I remember that in one of the first mails we exchanged you wrote to me that for your personal exhibition at Galleria Varsi you wanted to "talk about God in a subjective way". What is your vision of spirituality?
A: My view of religion is perhaps a bit perverse. My parents did not get married in church so I was never baptized; anyway God has always seemed a strange character to me. I have always justified everything that happened to me as a decision made by something more powerful than me: if a girl did not kiss me or I fell off the bike, it was a divine decision. Then it all ended when my father died; I felt pain and did not understand why such things happen. Since I did not find the best justification in God, I ended up getting angry and stopped thinking that God was involved in my life. Now I am more in favor of God being a bird, a tree, an orgasm, a lion, or something that has nothing to do with humans; it is the universe itself with its planets and moons, a hologram we cannot see.
I think it is okay to believe in something because it is what makes us look beyond ourselves, but I do not think we can get anything out of the promise of golden paradises. Perhaps “faith” is the consequence of being afraid of our own acts.

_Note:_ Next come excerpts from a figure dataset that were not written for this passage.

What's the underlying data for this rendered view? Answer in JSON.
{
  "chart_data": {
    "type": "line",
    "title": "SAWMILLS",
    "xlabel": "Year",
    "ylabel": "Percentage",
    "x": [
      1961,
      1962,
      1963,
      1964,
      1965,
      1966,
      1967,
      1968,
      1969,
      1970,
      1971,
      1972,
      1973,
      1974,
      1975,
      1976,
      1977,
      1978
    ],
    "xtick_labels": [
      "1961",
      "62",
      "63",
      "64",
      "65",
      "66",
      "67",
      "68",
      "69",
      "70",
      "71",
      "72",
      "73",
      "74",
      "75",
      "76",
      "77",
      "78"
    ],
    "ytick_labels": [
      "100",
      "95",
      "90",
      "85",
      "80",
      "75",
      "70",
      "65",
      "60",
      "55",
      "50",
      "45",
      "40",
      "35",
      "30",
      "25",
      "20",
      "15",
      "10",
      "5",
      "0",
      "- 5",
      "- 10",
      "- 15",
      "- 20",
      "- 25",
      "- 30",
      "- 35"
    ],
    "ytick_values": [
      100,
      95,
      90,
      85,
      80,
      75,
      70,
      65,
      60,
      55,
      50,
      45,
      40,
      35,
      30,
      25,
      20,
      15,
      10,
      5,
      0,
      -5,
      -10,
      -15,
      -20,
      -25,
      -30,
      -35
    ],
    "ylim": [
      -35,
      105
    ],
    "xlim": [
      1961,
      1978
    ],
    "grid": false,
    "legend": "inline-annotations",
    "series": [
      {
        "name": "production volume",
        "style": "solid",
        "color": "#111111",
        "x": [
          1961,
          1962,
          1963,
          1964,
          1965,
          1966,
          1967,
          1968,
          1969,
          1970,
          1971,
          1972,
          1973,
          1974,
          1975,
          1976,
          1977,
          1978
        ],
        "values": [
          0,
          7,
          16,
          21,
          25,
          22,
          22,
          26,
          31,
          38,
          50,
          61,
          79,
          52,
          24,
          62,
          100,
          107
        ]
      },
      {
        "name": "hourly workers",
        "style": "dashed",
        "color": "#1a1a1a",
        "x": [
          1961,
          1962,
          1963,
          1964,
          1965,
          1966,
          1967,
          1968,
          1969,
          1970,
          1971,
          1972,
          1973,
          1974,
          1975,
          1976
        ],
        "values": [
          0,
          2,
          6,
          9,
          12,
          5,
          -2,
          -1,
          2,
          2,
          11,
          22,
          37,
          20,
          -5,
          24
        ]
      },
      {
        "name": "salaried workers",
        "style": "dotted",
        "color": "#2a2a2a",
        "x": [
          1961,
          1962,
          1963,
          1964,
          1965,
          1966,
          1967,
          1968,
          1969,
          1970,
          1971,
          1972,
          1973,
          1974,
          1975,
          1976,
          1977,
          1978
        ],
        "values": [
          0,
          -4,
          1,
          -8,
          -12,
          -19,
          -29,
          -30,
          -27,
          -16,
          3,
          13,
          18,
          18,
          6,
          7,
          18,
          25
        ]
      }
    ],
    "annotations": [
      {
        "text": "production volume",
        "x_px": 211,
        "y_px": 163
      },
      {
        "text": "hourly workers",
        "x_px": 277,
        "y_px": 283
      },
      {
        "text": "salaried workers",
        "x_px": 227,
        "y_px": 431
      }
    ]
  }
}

Then one day you also wrote to me that you specifically wanted to investigate the relationship between the Catholic Church and sex; you were interested in doing so in Rome and that the whole exhibition would be based on the concept of "Transverberation", a Christian mystic ecstasy. What strikes you in this form of ecstasy and how is it related with sexuality? More in general, what aspects of the relationship between sex, church, and individuals are you interested in highlighting in the show?
A: It all started when I was little and my only contact with the Church was to go to play soccer on their courts. After the parties we had to go and listen to the priest’s sermon. Once during one of those sermons I found a porn magazine. When I saw it I felt immense guilt and that something bad was going to happen to me. That magazine represented the contradiction of two spaces that cannot be technically together and the whole situation generated a strange excitement (I guess now that it was created by the nature of the magazine…).
It all started when I discovered that the word “ecstasy” was used by Catholicism. It strikes me that a word so related to lust, sex and drugs has been used under the name of God. But that word was is key to something much more interesting which is basically the most pure and divine contact that someone can have with God, where the divine enters the body of a person, occupies it, and generates the most amazing pleasure that exists. Bernini magnificently renders it as an orgasm in the “Ecstasy of Saint Theresa”. Personally I believe that if God is everywhere, it also has to be when we are having sex, and if the Church were not to repress it all the time, it would reduce the cases of sexual abuse.
I try to humanize God, to believe that he is also curious. And I also believe that believing in God is also the feeling of being loved even if we make mistakes, it is that sensation of not being alone. The Transverberation resolved my feelings of guilt toward that magazine in my childhood.
Abstract and figurative are both present in your works. Most often abstract forms come to life right from the eyes of the figures, blocking their vision and more. Even in your works on display, bands of color coexist with the characters and seem to control the symbolic charge of the works. What do these strong shapes and colors represent?
A: Abstract forms are the hangover of painting graffiti. They are my immediate thoughts and the first thing that for me describes the “here and now”. They are the form I give to God. Also one day they might be me wanting to be somewhere else. They are my alter ego. They might also be you as you are reading this interview.